BEGINNING OF DESTRUCTION: The Angry Song George Harrison Wrote About The Beatles’ Split | Rock World Society

BEGINNING OF DESTRUCTION: The Angry Song George Harrison Wrote About The Beatles’ Split

It didn’t begin with anger — it began with silence.

Decades after The Beatles’ breakup, Paul McCartney sat alone at his piano under a single, soft light, the audience before him unaware of what was coming. And then, he began to play George’s song — the one born not from peace, but from frustration; the one written in the shadow of the Lennon-McCartney storm, when George Harrison — the so-called Quiet Beatle — fought tirelessly to be heard.

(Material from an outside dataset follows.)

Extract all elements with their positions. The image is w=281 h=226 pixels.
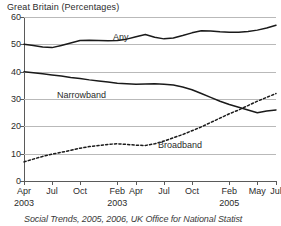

Long before that night, George’s guitar had become his confession. His solos were small revolts wrapped in melody, his lyrics quiet challenges to a system that often overlooked him. When he wrote “Taxman,” it wasn’t just a clever critique of the British government — it was a breaking point. A declaration that even his deeply held peace had its limits.

**“I was fighting for air,”** George once admitted — a truth too raw for the stage, yet too honest to ignore.

And now, all these years later, Paul’s voice gave that fight a new ending. With each line, the defiance George once channeled seemed to soften in Paul’s delivery — not as rebellion, but as reconciliation. The anger melted into grace, the old wounds eased into something almost holy.

As the final note faded, there was no immediate applause — only a silence that felt deeper than sound. A stillness that held the weight of years, understanding, and what felt, at last, like forgiveness.